In 1832 he issued a Sketch of the history of Van Diemen's Land, illustrated by a map of the island, and an account of the Van Diemen's Land Company, [1] octavo, the map is by John Arrowsmith. [ 2 ] In 1836 he published an essay on Marine Insurances, their Importance, their Rise, Progress, and Decline, and their Claim to Freedom from Taxation ...
Known as Van Diemen's Land, the name changed to Tasmania, when the British government granted self-governance in 1856. [1] It was a colony from 1856 until 1901, at which time it joined five other colonies to form the Commonwealth of Australia .
On 3 May 1804, a number of Aboriginal Tasmanians were killed by guards of the fledgling British settlement at Risdon Cove, Van Diemen's Land. The events occurred in mysterious circumstances, perhaps as the result of a misunderstanding. [ 1 ]
Map of Van Diemen's Land, 1828. Allen took up his first grant of land at Milton, in Glamorgan, near Swansea. [2] In March 1828, in the context of mutual ongoing violence, when he had finished reaping and secured all his crops, and when all hands were away except one boy, some aboriginals came and burnt all the buildings, the stacks of wheat, and nearly everything Allen possessed; the loss ...
Thomas James Lempriere (11 January 1796 – 6 January 1852) was a British colonial administrator in the Australian colony of Van Diemen's Land (present-day Tasmania).He is known for his diaries depicting the convict period in Van Diemen's Land, his work as a portrait and landscape painter, and his work as a pioneering naturalist.

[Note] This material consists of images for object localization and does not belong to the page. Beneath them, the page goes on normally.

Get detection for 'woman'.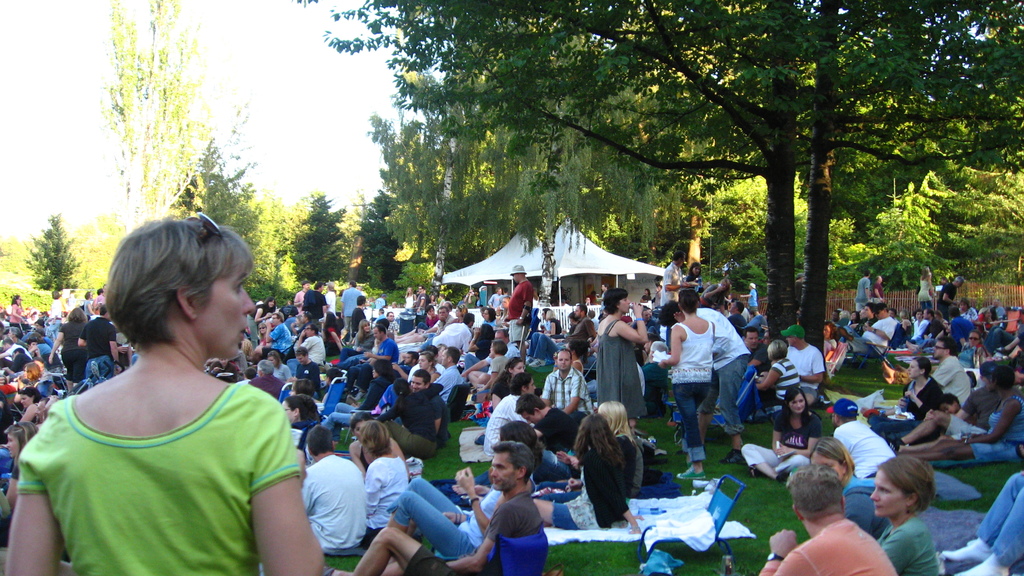
Detection: l=917, t=264, r=936, b=312.
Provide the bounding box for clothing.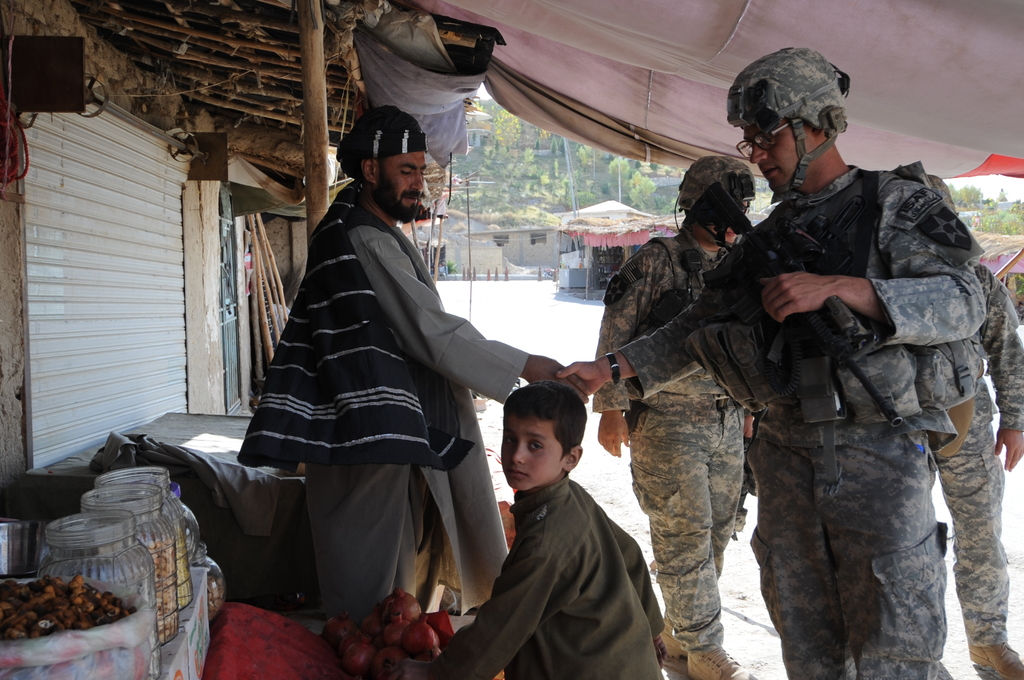
bbox=(620, 161, 987, 679).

The Founders and Survivors project began in 2007 as a collaborative initiative between several universities, government agencies, demographers, genealogists, and population health researchers. The project extracted data related to convicts in Australia who were transported to Van Diemen’s Land or born there between 1803-1900.
Curr was born in Hobart, Tasmania (then known as Van Diemen's Land), the eldest of eleven surviving children of Edward Curr (1798–1850) and Elizabeth (née Micklethwaite) Curr. [1] His parents had moved to Hobart from Sheffield, England in February 1820, where Curr's father went into business as a merchant.